Pride disdains to have any parents covetousness would like the house and all the people in it to be turned into gold wrath wounds himself with his daggers when there is nobody else to attack envy is begotten of a chimney sweeper and an oyster wife gluttony has bacon, beef, claret as his ancestors. It has a touch of comedy but it also indicates that faustus, who could become emperor of emperors , has now turned into a mere trickster. The scene act iv, scene iv of faustus's dealing with a horse courser is the last comical scene. The man who can have billions of dollars by his necromantic power now deceives a horse courser only for forty dollars. The abundance , according to a critic, of the comic scenes here weakens the dramatic quality.

The practical jokes played on the horse courser is sheer clownage and unworthy of a somber and great play such as doctor faustus. It may be said that the various comic scenes serve to fill the interval between faustus's attainment of magical power and the damnation, which overtakes him after the gap of twenty four years. The above preview is unformatted text the comic scenes in doctor faustus. A powerful play with a weak plot in any tragic or serious play, the dramatist tries to give relief to the audience by introducing comic scenes or episodes.

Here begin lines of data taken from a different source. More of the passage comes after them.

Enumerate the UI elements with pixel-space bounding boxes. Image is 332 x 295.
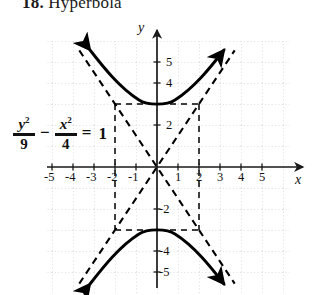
x-tick-label--1: -1 [128, 170, 138, 185]
x-tick-label-3: 3 [217, 170, 223, 185]
y-tick-label-2: 2 [166, 118, 172, 133]
equation-right-exponent: 2 [67, 115, 72, 125]
y-tick-label--4: -4 [159, 244, 169, 259]
y-tick-label--2: -2 [159, 202, 169, 217]
hyperbola-figure: 18. Hyperbola [0, 0, 332, 295]
equation-right-denominator: 4 [59, 136, 73, 152]
y-axis-label: y [138, 20, 144, 36]
x-axis-label: x [295, 172, 301, 188]
equation-left-exponent: 2 [25, 115, 30, 125]
x-tick-label--2: -2 [107, 170, 117, 185]
equation-right-hand-side: 1 [98, 125, 107, 142]
y-tick-label-5: 5 [166, 55, 172, 70]
equation-left-fraction: y2 9 [13, 116, 35, 152]
y-tick-label--5: -5 [159, 265, 169, 280]
x-tick-label--3: -3 [86, 170, 96, 185]
equation-right-numerator: x2 [57, 116, 75, 133]
equation-left-numerator: y2 [15, 116, 32, 133]
equation-operator: − [40, 124, 50, 143]
x-tick-label-1: 1 [175, 170, 181, 185]
x-tick-label-4: 4 [238, 170, 244, 185]
x-tick-label-5: 5 [259, 170, 265, 185]
hyperbola-equation: y2 9 − x2 4 = 1 [12, 116, 107, 152]
equation-left-denominator: 9 [17, 136, 31, 152]
equation-equals-sign: = [82, 124, 92, 143]
x-tick-label-2: 2 [196, 170, 202, 185]
x-tick-label--4: -4 [65, 170, 75, 185]
equation-right-fraction: x2 4 [55, 116, 77, 152]
y-tick-label-4: 4 [166, 76, 172, 91]
x-tick-label--5: -5 [44, 170, 54, 185]
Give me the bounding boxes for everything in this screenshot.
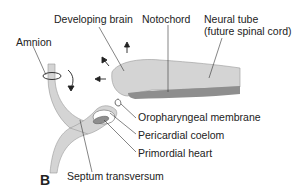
panel-label: B [40, 172, 50, 188]
label-developing-brain: Developing brain [54, 13, 133, 25]
oropharyngeal-membrane [115, 99, 121, 106]
label-oropharyngeal-membrane: Oropharyngeal membrane [138, 111, 261, 123]
label-pericardial-coelom: Pericardial coelom [138, 129, 224, 141]
label-neural-tube-sub: (future spinal cord) [204, 25, 292, 37]
label-amnion: Amnion [16, 36, 52, 48]
label-notochord: Notochord [142, 13, 190, 25]
amnion-band [48, 64, 88, 173]
label-neural-tube: Neural tube [204, 13, 258, 25]
label-septum-transversum: Septum transversum [67, 170, 164, 182]
label-primordial-heart: Primordial heart [138, 147, 212, 159]
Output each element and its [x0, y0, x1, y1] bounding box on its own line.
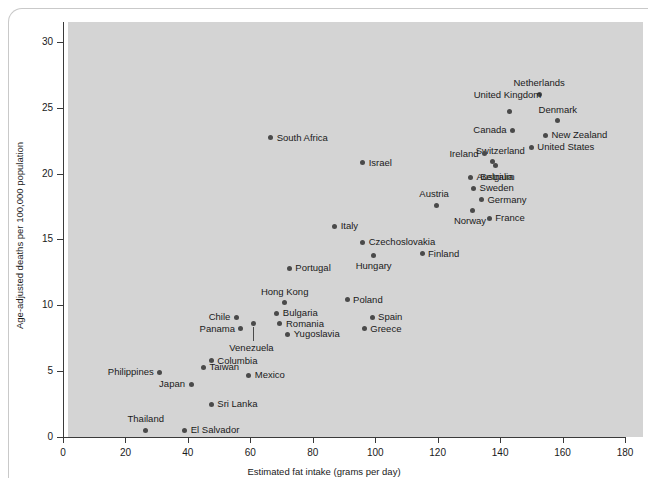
data-point-label: United States	[537, 142, 594, 152]
data-point-label: France	[495, 213, 525, 223]
data-point-label: South Africa	[277, 133, 328, 143]
x-tick-mark	[375, 437, 376, 443]
data-point	[371, 253, 376, 258]
data-point-label: Panama	[200, 324, 235, 334]
data-point-label: El Salvador	[191, 425, 240, 435]
x-tick-mark	[63, 437, 64, 443]
data-point	[234, 315, 239, 320]
data-point-label: Taiwan	[210, 362, 240, 372]
data-point-label: Sweden	[480, 183, 514, 193]
x-tick-label: 100	[355, 447, 395, 458]
x-tick-mark	[313, 437, 314, 443]
x-tick-label: 140	[480, 447, 520, 458]
x-tick-mark	[500, 437, 501, 443]
x-tick-mark	[563, 437, 564, 443]
y-axis-line	[63, 22, 64, 437]
data-point-label: Germany	[487, 195, 526, 205]
y-tick-label: 0	[13, 432, 53, 442]
data-point-label: Hungary	[356, 261, 392, 271]
data-point-label: Norway	[454, 216, 486, 226]
x-tick-label: 0	[43, 447, 83, 458]
data-point-label: Yugoslavia	[294, 329, 340, 339]
data-point-label: Portugal	[295, 263, 330, 273]
data-point	[434, 203, 439, 208]
data-point-label: Austria	[419, 189, 449, 199]
y-tick-mark	[57, 239, 63, 240]
x-axis-line	[63, 437, 626, 438]
data-point-label: Italy	[341, 221, 358, 231]
data-point-label: Thailand	[128, 414, 164, 424]
y-axis-title: Age-adjusted deaths per 100,000 populati…	[14, 71, 25, 401]
data-point-label: Israel	[369, 158, 392, 168]
data-point	[543, 133, 548, 138]
y-tick-mark	[57, 174, 63, 175]
y-tick-mark	[57, 305, 63, 306]
data-point-label: Spain	[378, 312, 402, 322]
x-tick-mark	[125, 437, 126, 443]
x-tick-mark	[250, 437, 251, 443]
data-point	[370, 315, 375, 320]
data-point	[493, 163, 498, 168]
data-point-label: Finland	[428, 249, 459, 259]
data-point	[189, 382, 194, 387]
data-point-label: Greece	[370, 324, 401, 334]
data-point	[201, 365, 206, 370]
x-tick-label: 60	[230, 447, 270, 458]
data-point-label: Hong Kong	[261, 287, 309, 297]
data-point-label: Venezuela	[229, 343, 273, 353]
data-point	[529, 145, 534, 150]
label-leader-line	[253, 327, 254, 341]
data-point-label: Poland	[353, 295, 383, 305]
scatter-plot-figure: 051015202530 020406080100120140160180 Ne…	[0, 0, 648, 488]
data-point-label: Czechoslovakia	[369, 237, 436, 247]
x-tick-label: 180	[605, 447, 645, 458]
data-point-label: Denmark	[539, 105, 578, 115]
data-point-label: Japan	[159, 379, 185, 389]
data-point	[246, 373, 251, 378]
data-point	[209, 402, 214, 407]
x-tick-label: 40	[168, 447, 208, 458]
x-tick-label: 120	[418, 447, 458, 458]
data-point-label: Chile	[209, 312, 231, 322]
data-point-label: United Kingdom	[474, 90, 542, 100]
data-point-label: Philippines	[108, 367, 154, 377]
x-tick-label: 20	[105, 447, 145, 458]
data-point-label: Canada	[473, 125, 506, 135]
data-point-label: Sri Lanka	[217, 399, 257, 409]
x-tick-label: 160	[543, 447, 583, 458]
data-point-label: Bulgaria	[283, 308, 318, 318]
x-axis-title: Estimated fat intake (grams per day)	[0, 466, 648, 477]
y-tick-label: 30	[13, 37, 53, 47]
data-point	[332, 224, 337, 229]
y-tick-mark	[57, 42, 63, 43]
data-point-label: New Zealand	[551, 130, 607, 140]
data-point	[360, 240, 365, 245]
x-tick-mark	[188, 437, 189, 443]
data-point-label: Netherlands	[514, 78, 565, 88]
y-tick-mark	[57, 371, 63, 372]
x-tick-mark	[625, 437, 626, 443]
x-tick-label: 80	[293, 447, 333, 458]
data-point	[510, 128, 515, 133]
data-point-label: Australia	[476, 172, 513, 182]
data-point	[487, 216, 492, 221]
y-tick-mark	[57, 108, 63, 109]
data-point	[470, 208, 475, 213]
data-point-label: Romania	[286, 319, 324, 329]
data-point	[468, 175, 473, 180]
data-point-label: Ireland	[449, 149, 478, 159]
data-point	[287, 266, 292, 271]
data-point-label: Mexico	[255, 370, 285, 380]
data-point	[471, 186, 476, 191]
x-tick-mark	[438, 437, 439, 443]
data-point	[420, 251, 425, 256]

The literary term for such comic interludes is known as tragic relief. doctor faustus also from routledge: routledge · english · texts general editor · john drakakis william blake: selected poetry and prose ed. The comic scenes in doctor faustus: a powerful play with a weak plot in any tragic or serious play, the dramatist tries to give relief to the audience by introducing comic scenes or episodes. A tragedy is bound to create tension in the mind of the audience and if this tension is not relaxed from time to time, it generates some sort of emotional weakness in the mind of the audience. There was a pressing demand from the side of elizabethan audience for such interludes. Hence, play wrights had to introduce such comic scenes as the producers also demanded them for a successful run of the play. The comic interlude may have an appropriate emotional connection in the development of the tragic play.

But it is also admitted that in marlowe’s dramas, this tragic relief seems to be crude and often verges on horseplay and buffoonery. For these scenes, it is often said that dr faustus is a powerful drama with a weak plot. According to the critics, the comic elements in these scenes are low and vulgar, full of coarse buffoonery and they can not be accepted as organic parts of the tragic play. They are of the opinion that only in the first comic scene do we see worked out with some care a comic burlesque of the main plot. Faustus is that most of them are later interpolation and not from the mighty pen of marlowe. If we study marlowe’s play temburlaine , we find him in the prologue to this play, proudly declaring that: from jigging veins of rhyming mother wits, and such conceits of clownage keep in pay, we shall lead you to the stately tent of war.